- calendar_today August 17, 2025
The seventh-generation Tensor Processing Unit (TPU) named Ironwood launches Google’s most advanced Gemini models into a new era of AI capability while marking the beginning of what Google calls the “age of inference.” Google’s new chip marks a major change in its AI infrastructure approach, which reflects its purpose-built design to handle difficult computational tasks such as simulated reasoning or what Google refers to as “thinking.” Ironwood serves as an essential infrastructure component that operates in tight coordination with advanced AI models to enhance inference speeds and improve the processing of extensive contextual data.

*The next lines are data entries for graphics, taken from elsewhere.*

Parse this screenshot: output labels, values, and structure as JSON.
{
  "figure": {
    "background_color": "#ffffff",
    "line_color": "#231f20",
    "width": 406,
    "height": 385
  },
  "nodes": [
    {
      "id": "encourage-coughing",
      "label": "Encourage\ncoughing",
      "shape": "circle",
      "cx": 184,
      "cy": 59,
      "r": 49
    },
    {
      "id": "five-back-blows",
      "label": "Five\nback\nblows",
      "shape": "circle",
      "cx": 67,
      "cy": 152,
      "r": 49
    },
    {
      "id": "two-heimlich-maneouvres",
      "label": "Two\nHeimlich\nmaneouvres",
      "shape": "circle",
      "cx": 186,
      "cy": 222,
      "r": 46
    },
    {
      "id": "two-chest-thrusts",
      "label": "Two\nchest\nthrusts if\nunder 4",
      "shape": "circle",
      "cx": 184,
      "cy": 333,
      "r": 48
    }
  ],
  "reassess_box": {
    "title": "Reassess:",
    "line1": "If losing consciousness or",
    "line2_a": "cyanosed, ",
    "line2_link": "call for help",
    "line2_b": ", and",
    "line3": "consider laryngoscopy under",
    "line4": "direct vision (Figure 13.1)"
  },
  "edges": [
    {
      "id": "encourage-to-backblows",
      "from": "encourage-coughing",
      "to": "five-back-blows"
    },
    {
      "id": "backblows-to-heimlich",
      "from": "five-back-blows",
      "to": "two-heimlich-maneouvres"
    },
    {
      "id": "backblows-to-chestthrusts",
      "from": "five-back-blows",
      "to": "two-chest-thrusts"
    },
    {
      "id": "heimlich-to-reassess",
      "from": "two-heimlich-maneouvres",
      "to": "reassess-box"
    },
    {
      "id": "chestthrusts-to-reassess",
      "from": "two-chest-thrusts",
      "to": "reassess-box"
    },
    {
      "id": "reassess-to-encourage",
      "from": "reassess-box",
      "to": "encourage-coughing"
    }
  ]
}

Google believes that Ironwood will facilitate more powerful “agentic AI” functionalities. This concept defines AI systems that autonomously perform tasks on behalf of users by collecting data and analyzing information to produce useful results without requiring direct instructions. The company’s vision includes AI assistants that can anticipate needs and provide help without waiting for instructions, and Ironwood delivers the necessary computational power to achieve this future.
The Ironwood system marks a major advancement in both performance capabilities and architectural design compared to Google’s past Tensor Processing Units. The system operates through liquid-cooled clusters containing up to 9,216 chips to meet next-generation AI’s substantial computational needs. The system connects these chips through a newly enhanced Inter-Chip Interconnect (ICI) which enables extremely high-speed communication. The advanced interconnect technology plays a vital role in facilitating efficient data exchange and reducing communication bottlenecks in large-scale distributed computing systems.
Google’s scalable architecture will support both its internal research and development operations as well as external developers who use Google Cloud Platform. Google plans to offer Ironwood in two distinct configurations: Google offers Ironwood in two forms: a 256-chip server suitable for smaller deployments and research tasks, as well as a complete 9,216-chip cluster designed to handle the most challenging AI workloads and operate extensive production systems.
Fully configured Ironwood pods deliver immense computational power, which scales up to 42.5 Exaflops of inference. The system enables an unparalleled processing power level suitable for intricate AI applications. Google’s specifications reveal that each Ironwood chip delivers a maximum throughput of 4,614 TFLOPs, which marks a substantial enhancement over former TPU generations.
The memory capacity received a substantial upgrade to meet the demands of increased processing needs. The new Ironwood chip carries 192GB of high-bandwidth memory, which represents a sixfold increase from the older Trillium TPU’s memory capacity. The expansion of on-chip memory provides TPUs with enhanced capabilities to manage larger data sets and model parameters efficiently while minimizing memory transfer requirements, which boosts performance. The memory bandwidth now reaches 7.2 Tbps, which represents a 4.5 times enhancement from the previous standard, thereby facilitating quicker data access and processing operations.
Benchmarking and Contextualizing Ironwood’s Capabilities
Comparing Ironwood to other AI hardware benchmarks is complex because of different evaluation methodologies, but Google offers context for its performance. FP8 precision serves as the main evaluation standard for Ironwood’s performance at the company. The statement about Ironwood “pods” delivering 24 times speed improvement compared to top supercomputers needs careful scrutiny because some supercomputers lack native FP8 precision support in their hardware design. Hardware capability differences impact how accurate and relevant direct performance comparisons can be.
The direct performance comparisons did not contain Google’s TPU v6 (Trillium). Google claims that Ironwood achieves double the power efficiency of its previous TPU v6 model known as Trillium which results in a substantial performance boost per watt. A Google spokesperson stated that Ironwood succeeds the TPU v5p directly while Trillium follows the TPU v5e as its next generation. The peak FP8 performance of Trillium reached about 918 TFLOPS.
Foundation for advanced Agentic AI capabilities.
Google’s AI ecosystem will experience major advancements through Ironwood because of its faster processing speed, larger memory capacity, and better power efficiency, which will enable the development of complex AI applications. Ironwood builds on existing strong infrastructure for advanced AI systems like Gemini 2.5 to enhance agentic AI capabilities.
These AI systems will be able to automatically collect information from multiple sources and use reasoning to create suitable responses or actions for users without requiring detailed instructions. Google considers Ironwood to be the catalyst that will drive this new era of smarter and more independent AI interactions which will lead to major advancements in natural language processing and machine learning as well as the creation of more capable and beneficial AI agents.